Republicans did agree to include the grants in the Drinking Water and Wastewater Infrastructure Act, which passed the Senate in a bipartisan 89-2 vote last year. The revolving fund increases in that act were incorporated in the infrastructure law.

However, despite bipartisan support for the grants, there were warning signs that they could get caught up in Republican anger in the evenly split Senate over the administration’s environmental policies—including those that Capito said would cost coal industry jobs in her state.

“With EPA playing a supportive role in the administration’s assault on our energy and economic security, I think we are right to be skeptical about providing additional funding or authority to the agency until we have a firmer understanding of who is calling the shots and who in the federal bureaucracy should be accountable for the inevitable fallout from these policies,” Capito said at the hearing.

Carper, however, seemed inclined to increase the EPA’s budget, contrasting Biden’s proposal to those by President Trump that would have cut the agency’s budget by 30%. Congress did not go along, but the EPA’s budget remained largely flat during the Trump administration.

The additional funding for the EPA, Carper said, “is vital to rebuilding the agency’s capacity after four years of neglect and failed leadership.” Among the other funds in Biden’s proposal, Regan said, is $100 million to improve air quality monitoring around the country.

Defining Disadvantaged Communities

Regan was also questioned by Capito about whether the EPA would override the will of states, particularly in determining what communities are considered disadvantaged. About half of the state revolving fund dollars are required under the infrastructure act to go to disadvantaged areas, and states are supposed to define what that means. 

However, Capito, as did a former Trump EPA official in a separate hearing before the committee on Tuesday, expressed concern that the agency included specific suggestions for defining the term in a March 8 guidance to the states on using the IIJA water funds, including that they have a poverty rate of greater than 20%.

Regan, though, said suggestions were included in the guidance because some states had asked the EPA to be “more specific” in defining the term. 

Capito noted the White House has come up with a draft definition that will be used to implement Biden’s goal of making sure 40% of the benefits of federal funds addressing issues like climate change, affordable housing, health care and workforce development go to communities historically left out of getting funding.

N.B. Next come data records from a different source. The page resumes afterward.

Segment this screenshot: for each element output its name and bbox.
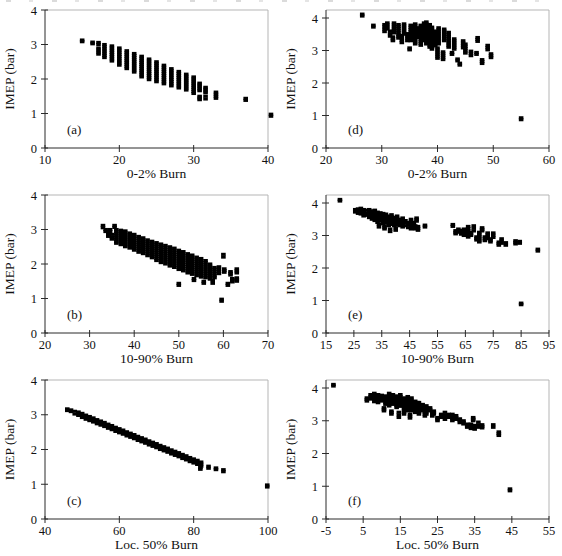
data-point bbox=[177, 268, 182, 271]
data-point bbox=[154, 80, 159, 83]
x-axis-label: 0-2% Burn bbox=[408, 166, 468, 181]
data-point bbox=[491, 426, 496, 429]
data-point bbox=[382, 409, 387, 412]
data-point bbox=[436, 42, 441, 45]
x-tick-label: 45 bbox=[506, 524, 519, 538]
data-point bbox=[475, 40, 480, 43]
x-tick-label: 35 bbox=[376, 338, 389, 352]
data-point bbox=[243, 99, 248, 102]
x-tick-label: 30 bbox=[187, 153, 200, 167]
data-point bbox=[197, 89, 202, 92]
y-axis-label: IMEP (bar) bbox=[283, 419, 298, 480]
data-point bbox=[409, 227, 414, 230]
data-point bbox=[168, 265, 173, 268]
data-point bbox=[147, 78, 152, 81]
data-point bbox=[418, 44, 423, 47]
data-point bbox=[221, 253, 226, 256]
data-point bbox=[181, 269, 186, 272]
data-point bbox=[184, 88, 189, 91]
x-tick-label: 25 bbox=[348, 338, 361, 352]
data-point bbox=[172, 266, 177, 269]
y-tick-label: 1 bbox=[31, 292, 37, 306]
data-point bbox=[117, 64, 122, 67]
data-point bbox=[96, 43, 101, 46]
data-point bbox=[400, 41, 405, 44]
data-point bbox=[114, 242, 119, 245]
data-point bbox=[162, 82, 167, 85]
data-point bbox=[110, 238, 115, 241]
data-point bbox=[145, 254, 150, 257]
data-point bbox=[159, 261, 164, 264]
data-point bbox=[441, 58, 446, 61]
data-point bbox=[536, 250, 541, 253]
x-tick-label: 100 bbox=[259, 524, 278, 538]
data-point bbox=[497, 434, 502, 437]
data-point bbox=[389, 413, 394, 416]
x-tick-label: 15 bbox=[394, 524, 407, 538]
data-point bbox=[194, 274, 199, 277]
data-point bbox=[485, 48, 490, 51]
data-point bbox=[517, 242, 522, 245]
x-tick-label: -5 bbox=[321, 524, 331, 538]
data-point bbox=[201, 282, 206, 285]
data-point bbox=[402, 413, 407, 416]
data-point bbox=[519, 303, 524, 306]
data-point bbox=[416, 229, 421, 232]
data-point bbox=[177, 284, 182, 287]
data-point bbox=[234, 271, 239, 274]
data-point bbox=[488, 240, 493, 243]
data-point bbox=[451, 225, 456, 228]
data-point bbox=[450, 53, 455, 56]
y-tick-label: 0 bbox=[31, 142, 37, 156]
data-point bbox=[141, 252, 146, 255]
y-tick-label: 2 bbox=[31, 258, 37, 272]
data-point bbox=[203, 91, 208, 94]
data-point bbox=[96, 53, 101, 56]
figure-grid: 10203040012340-2% BurnIMEP (bar)(a) 2030… bbox=[0, 0, 562, 556]
x-tick-label: 55 bbox=[543, 524, 556, 538]
data-point bbox=[163, 262, 168, 265]
y-tick-label: 4 bbox=[312, 382, 319, 396]
data-point bbox=[197, 98, 202, 101]
data-point bbox=[474, 53, 479, 56]
data-point bbox=[480, 62, 485, 65]
data-point bbox=[269, 115, 274, 118]
data-point bbox=[471, 419, 476, 422]
x-tick-label: 20 bbox=[39, 338, 52, 352]
y-tick-label: 2 bbox=[31, 443, 37, 457]
data-point bbox=[371, 26, 376, 29]
subplot-d: 2030405060012340-2% BurnIMEP (bar)(d) bbox=[281, 0, 562, 185]
x-axis-label: 10-90% Burn bbox=[120, 351, 193, 366]
y-tick-label: 0 bbox=[31, 327, 37, 341]
data-point bbox=[408, 39, 413, 42]
data-point bbox=[489, 56, 494, 59]
subplot-c: 40608010001234Loc. 50% BurnIMEP (bar)(c) bbox=[0, 370, 281, 556]
y-axis-label: IMEP (bar) bbox=[283, 233, 298, 294]
x-tick-label: 10 bbox=[39, 153, 52, 167]
data-point bbox=[210, 282, 215, 285]
data-point bbox=[203, 97, 208, 100]
x-tick-label: 65 bbox=[459, 338, 472, 352]
y-tick-label: 0 bbox=[31, 513, 37, 527]
x-tick-label: 60 bbox=[113, 524, 126, 538]
data-point bbox=[191, 92, 196, 95]
data-point bbox=[169, 84, 174, 87]
x-axis-label: 0-2% Burn bbox=[127, 166, 187, 181]
data-point bbox=[102, 56, 107, 59]
subplot-letter: (a) bbox=[67, 122, 81, 137]
data-point bbox=[393, 229, 398, 232]
data-point bbox=[139, 75, 144, 78]
y-tick-label: 1 bbox=[312, 294, 318, 308]
y-tick-label: 4 bbox=[31, 4, 38, 18]
x-axis-label: Loc. 50% Burn bbox=[115, 537, 198, 552]
data-point bbox=[338, 200, 343, 203]
y-tick-label: 0 bbox=[312, 327, 318, 341]
data-point bbox=[417, 413, 422, 416]
x-tick-label: 40 bbox=[262, 153, 275, 167]
data-point bbox=[491, 236, 496, 239]
data-point bbox=[458, 64, 463, 67]
subplot-letter: (c) bbox=[67, 493, 81, 508]
data-point bbox=[206, 467, 211, 470]
data-point bbox=[331, 384, 336, 387]
x-tick-label: 15 bbox=[320, 338, 333, 352]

She said a first take at identifying what communities are disadvantaged, which could be used in awarding the EPA grants, left out Institute, West Virginia, a low-income, diverse community next to a chemical plant in her state.

She said she worried that even if they were just suggestions, states could lose out on grants if they did not follow the recommendations. 

“Why wouldn’t you let the states make that decision?” she said.